While key effects of the many-body problem-such as Kondo and Mott physics-can be understood in terms of onsite correlations, non-local fluctuations of charge, spin, and pairing amplitudes are at the heart of the most fascinating and unresolved phenomena in condensed matter physics. Here, we review recent progress in diagrammatic extensions to dynamical mean-field theory for ab initio materials calculations. We first recapitulate the quantum field theoretical background behind the two-particle vertex. Next we discuss latest algorithmic advances in quantum Monte Carlo simulations for calculating such two-particle quantities using worm sampling and vertex asymptotics, before giving an introduction to the ab initio dynamical vertex approximation (AbinitioDΓA). Finally, we highlight the potential of AbinitioDΓA by detailing results for the prototypical correlated metal SrVO 3 .
Resistivities of heavy-fermion insulators typically saturate below a characteristic temperature T*. For some, metallic surface states, potentially from a non-trivial bulk topology, are a likely source of residual conduction. Here, we establish an alternative mechanism: at low temperature, in addition to the charge gap, the scattering rate turns into a relevant energy scale, invalidating the semi-classical Boltzmann picture. Then, finite lifetimes of intrinsic carriers drive residual conduction, impose the existence of a crossover T*, and control—now on par with the gap—the quantum regime emerging below it. Assisted by realistic many-body simulations, we showcase the mechanism for the Kondo insulator Ce3Bi4Pt3, for which residual conduction is a bulk property, and elucidate how its saturation regime evolves under external pressure and varying disorder. Deriving a phenomenological formula for the quantum regime, we also unriddle the ill-understood bulk conductivity of SmB6—demonstrating a wide applicability of our mechanism in correlated narrow-gap semiconductors.

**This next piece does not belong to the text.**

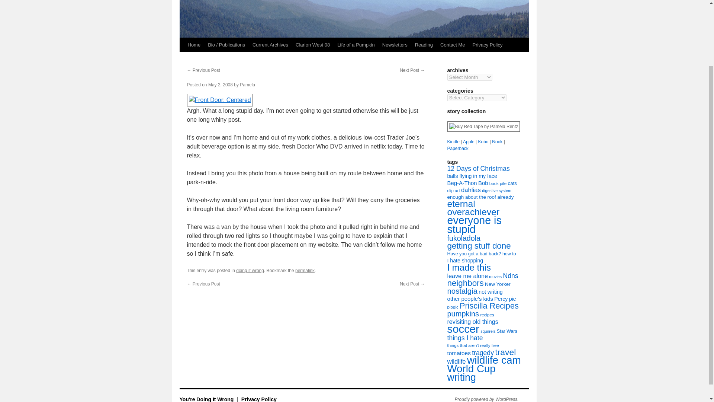 Image resolution: width=714 pixels, height=402 pixels. Describe the element at coordinates (247, 85) in the screenshot. I see `Pamela` at that location.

The ab initio extension of the dynamical vertex approximation (DΓA) method allows for realistic materials calculations that include non-local correlations beyond GW and dynamical mean-field theory. Here, we discuss the AbinitioDΓA algorithm, its implementation and usage in detail, and make the program package available to the scientific community.Keywords: Strongly correlated electron systems; dynamical mean-field theory; dynamical vertex approximation; electronic structure calculations PROGRAM SUMMARYProgram Title: AbinitioDΓA Licensing provisions: GNU General Public License (GPLv3) Operating system: Linux, Unix, macOS Programming language: Fortran95 and Python Required dependencies: MPI, LAPACK, BLAS, HDF5 (≥ 1.8.12), Python (≥ 2.7), h5py (≥ 2.5.0), numpy (≥ 1.9.1) Optional dependencies: pip, matplotlib (≥ 1.5.1), scipy (≥ 0.14.0) Supplementary material: Test case files and step-by-step instructions Nature of problem: Realistic materials calculations including non-local correlations beyond dynamical mean-field theory (DMFT) as well as non-local interactions. Solving the Bethe-Salpeter equation for multiple orbitals. Determining momentum-resolved susceptibilities in DMFT.Solution method: Ab initio dynamical vertex approximation: starting from the local two-particle vertex and constructing from it the local DMFT correlations, the GW diagrams, and further non-local correlations, e.g., spin fluctuations. Efficient solution of the Bethe-Salpeter equation, avoiding divergencies in the irreducible vertex in the particle-hole channel by reformulating the problem in terms of the full vertex. Parallelization with respect to the bosonic frequency and transferred momentum.Additional comments including Restrictions and Unusual features: As input, a Hamiltonian derived, e.g., from density functional theory and a DMFT solution thereof is needed including a local twoparticle vertex calculated at DMFT self-consistency. Hitherto the AbinitioDΓA program package is restricted to SU(2) symmetric problems. A so-called λ correction or self-consistency is not yet implemented in the AbinitioDΓA code. Susceptibilities are so far only calculated within DMFT, not the dynamical vertex approximation.